[HarfBuzz] Using HarfBuzz to get final glyphs

Behdad Esfahbod behdad at behdad.org
Fri Mar 21 08:34:12 PDT 2008


Hello again,

Reading my own reply again after a few good hours of sleep, I'm afraid
it didn't exactly reflect my concerns about the project or my attitude
against other Free Software hackers.  I'll excuse for that.

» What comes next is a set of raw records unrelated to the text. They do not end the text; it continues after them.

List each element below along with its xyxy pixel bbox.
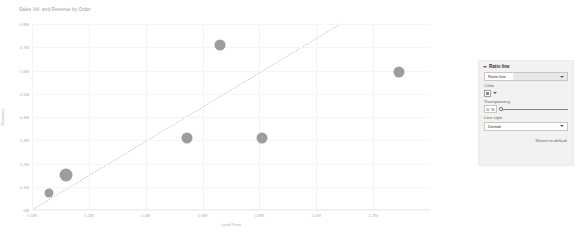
scatter-point[interactable]	[59, 168, 72, 181]
color-picker[interactable]	[484, 90, 568, 97]
line-style-value: Dotted	[488, 124, 501, 129]
gridline-horizontal	[32, 47, 430, 48]
y-axis-tick-label: 0M	[23, 208, 29, 213]
chevron-down-icon	[560, 125, 564, 127]
y-axis-tick-label: 0.7M	[20, 45, 29, 50]
ratio-line-select-value: Ratio line	[488, 74, 506, 79]
revert-to-default-link[interactable]: Revert to default	[484, 138, 568, 143]
color-swatch-icon[interactable]	[484, 90, 491, 97]
transparency-unit: %	[491, 107, 495, 112]
x-axis-tick-label: 1.2M	[368, 213, 377, 218]
y-axis-tick-label: 0.3M	[20, 138, 29, 143]
chevron-down-icon	[560, 76, 564, 78]
slider-track	[502, 109, 568, 110]
scatter-point[interactable]	[45, 188, 54, 197]
line-style-select[interactable]: Dotted	[484, 122, 568, 131]
panel-body: Ratio line Color Transparency 0 % Line	[479, 72, 573, 143]
y-axis-tick-label: 0.5M	[20, 91, 29, 96]
y-axis-tick-labels: 0M0.1M0.2M0.3M0.4M0.5M0.6M0.7M0.8M	[6, 24, 29, 210]
x-axis-title: Lead Price	[32, 222, 430, 227]
line-style-label: Line style	[484, 115, 568, 120]
y-axis-title: Revenue	[0, 108, 5, 125]
gridline-horizontal	[32, 187, 430, 188]
scatter-chart-visual[interactable]: Sales Vol. and Revenue by Order ⋯ 0M0.1M…	[0, 0, 460, 238]
transparency-control[interactable]: 0 %	[484, 105, 568, 113]
color-label: Color	[484, 83, 568, 88]
gridline-horizontal	[32, 71, 430, 72]
transparency-value: 0	[487, 107, 489, 112]
y-axis-tick-label: 0.8M	[20, 22, 29, 27]
chevron-down-icon[interactable]	[493, 92, 497, 94]
ratio-line-select[interactable]: Ratio line	[484, 72, 568, 81]
y-axis-tick-label: 0.1M	[20, 184, 29, 189]
gridline-horizontal	[32, 24, 430, 25]
gridline-horizontal	[32, 164, 430, 165]
plot-area	[32, 24, 430, 210]
y-axis-tick-label: 0.6M	[20, 68, 29, 73]
x-axis-tick-label: 0.4M	[141, 213, 150, 218]
x-axis-tick-label: 0.2M	[84, 213, 93, 218]
y-axis-tick-label: 0.2M	[20, 161, 29, 166]
screen-root: Sales Vol. and Revenue by Order ⋯ 0M0.1M…	[0, 0, 577, 238]
x-axis-tick-label: 0.6M	[198, 213, 207, 218]
scatter-point[interactable]	[214, 39, 225, 50]
gridline-horizontal	[32, 117, 430, 118]
y-axis-tick-label: 0.4M	[20, 115, 29, 120]
gridline-horizontal	[32, 140, 430, 141]
panel-header[interactable]: Ratio line	[479, 61, 573, 72]
chevron-down-icon	[483, 66, 487, 68]
scatter-point[interactable]	[393, 66, 404, 77]
scatter-point[interactable]	[257, 132, 268, 143]
transparency-stepper[interactable]: 0 %	[484, 105, 497, 113]
x-axis-tick-label: 1.0M	[312, 213, 321, 218]
transparency-slider[interactable]	[499, 105, 568, 113]
transparency-label: Transparency	[484, 99, 568, 104]
x-axis-tick-label: 0.0M	[27, 213, 36, 218]
ratio-line-format-panel: Ratio line Ratio line Color Transparency…	[478, 60, 574, 166]
gridline-horizontal	[32, 94, 430, 95]
ellipsis-icon[interactable]: ⋯	[80, 8, 85, 13]
gridline-horizontal	[32, 210, 430, 211]
x-axis-tick-label: 0.8M	[255, 213, 264, 218]
scatter-point[interactable]	[181, 132, 192, 143]
panel-header-label: Ratio line	[489, 64, 510, 69]
slider-thumb[interactable]	[499, 107, 503, 111]
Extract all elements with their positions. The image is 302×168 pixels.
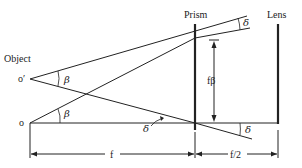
- ray-deflected-lower: [195, 123, 252, 139]
- label-o: o: [19, 117, 24, 128]
- ray-o-upper: [30, 38, 195, 123]
- label-lens: Lens: [267, 9, 287, 20]
- delta-middle-arrowhead: [160, 116, 164, 121]
- dim-f-arrow-right: [188, 152, 194, 157]
- dim-fhalf-arrow-right: [271, 152, 277, 157]
- label-beta-lower: β: [63, 108, 70, 119]
- dim-fhalf-arrow-left: [196, 152, 202, 157]
- label-f-half: f/2: [230, 149, 241, 160]
- label-prism: Prism: [184, 9, 208, 20]
- dim-f-arrow-left: [31, 152, 37, 157]
- label-object: Object: [4, 53, 31, 64]
- ray-deflected-upper: [195, 28, 250, 38]
- prism-lens-diagram: Object o′ o Prism Lens fβ f f/2 β β δ δ …: [0, 0, 302, 168]
- fbeta-arrowhead-up: [212, 41, 217, 48]
- beta-arc-upper: [58, 71, 59, 86]
- label-delta-bottom: δ: [245, 124, 251, 135]
- beta-arc-lower: [58, 109, 60, 123]
- delta-arc-top: [238, 18, 240, 30]
- ray-oprime-lower: [30, 79, 195, 123]
- label-delta-middle: δ: [143, 123, 149, 134]
- label-o-prime: o′: [18, 73, 25, 84]
- label-beta-upper: β: [63, 74, 70, 85]
- label-f-beta: fβ: [207, 75, 215, 86]
- fbeta-arrowhead-down: [212, 115, 217, 122]
- label-delta-top: δ: [243, 17, 249, 28]
- label-f: f: [110, 149, 114, 160]
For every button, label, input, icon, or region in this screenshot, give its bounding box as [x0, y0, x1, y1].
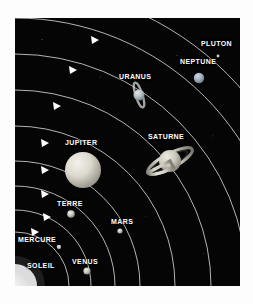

So yeah, summary is: 1) current code is not documented because it was
handed down to us as a big lump with no docs whatsoever, 2) eventually,
HarfBuzz will become a shaping library that is encouraged to be used by
all desktop publishing projects, at which point it will be fully
documented and properly advertised, 3) at this time, I'm busy with other
work, and with finishing my new design for the OpenType layout engine,
then I will look into cleaning up the shapers and merging Pango's
shapers into the new framework.  These should take a year or two to get
us to a stable reusable API.

Regards,

behdad

On Fri, 2008-03-21 at 15:23 +0430, Behdad Esfahbod wrote:
> Hi all,
> 
> So here's my short note trying to clear up some confusion spread over
> this thread.
> 
> I need to back up a bit:  When the FTLayout code was orphaned by
> FreeType, both Pango and Qt made internal copies on it.  Then a couple
> years ago I worked with Qt developers (Lars and Simon) and merged the
> code back together and we dumped it in a shared repo on fd.o, for the
> sake of sharing and not diverging again.  For a long while, there was
> even no build system.  No nothing.  Just a piece of code that is not
> really useful on its own.  Then Qt added their shaper stuff to it and
> made it look like kind of a standalone project.
> 
> As for examples, there's Qt, and there's Pango.  I imagine no one had a
> hard time figuring out that those two successfully use HarfBuzz.  If you
> want a 100 line sample, sorry, no such thing exists, and without the
> shaper API (that Pango doesn't use), can never exist.  Some things are
> just not that simple.  You need at least 200 lines of glue code to drive
> HarfBuzz with FreeType...
> 
> As for HarfBuzz developers not expecting other projects to use HarfBuzz,
> that's wrong too.  We want to make HarfBuzz the single one shaping
> solution on Free Software systems.  That's why we are totally rewriting
> it with sane APIs and what not.
> 
> And for people demanding that us more clearly say on the wiki page that
> it's not for them, I couldn't put it any more clear there: "There are no
> releases available for download yet, and currently there are no releases
> scheduled, as the main audience of the code is developers of text
> rendering engines and currently the recommended way to use the code is
> to copy it into your project."  The license also says:
> THE COPYRIGHT HOLDER SPECIFICALLY DISCLAIMS ANY WARRANTIES, INCLUDING,
> BUT NOT LIMITED TO, THE IMPLIED WARRANTIES OF MERCHANTABILITY AND
> FITNESS FOR A PARTICULAR PURPOSE.  THE SOFTWARE PROVIDED HEREUNDER IS
> ON AN "AS IS" BASIS, AND THE COPYRIGHT HOLDER HAS NO OBLIGATION TO
> PROVIDE MAINTENANCE, SUPPORT, UPDATES, ENHANCEMENTS, OR MODIFICATIONS."
> Or is reading licenses not cool anymore?
> 
> The part about someone asking us to do Apple Events because he doesn't
> know how to do it was so outrageous.  But I think I can ignore this
> thread and go back to finishing my layout engine rewrite.
> 
> Yes, I'm a bit pissed off having to spend my vacation time here in Iran
> replying to this...
> 
> behdad
> 
-- 
behdad
http://behdad.org/

"Those who would give up Essential Liberty to purchase a little
 Temporary Safety, deserve neither Liberty nor Safety."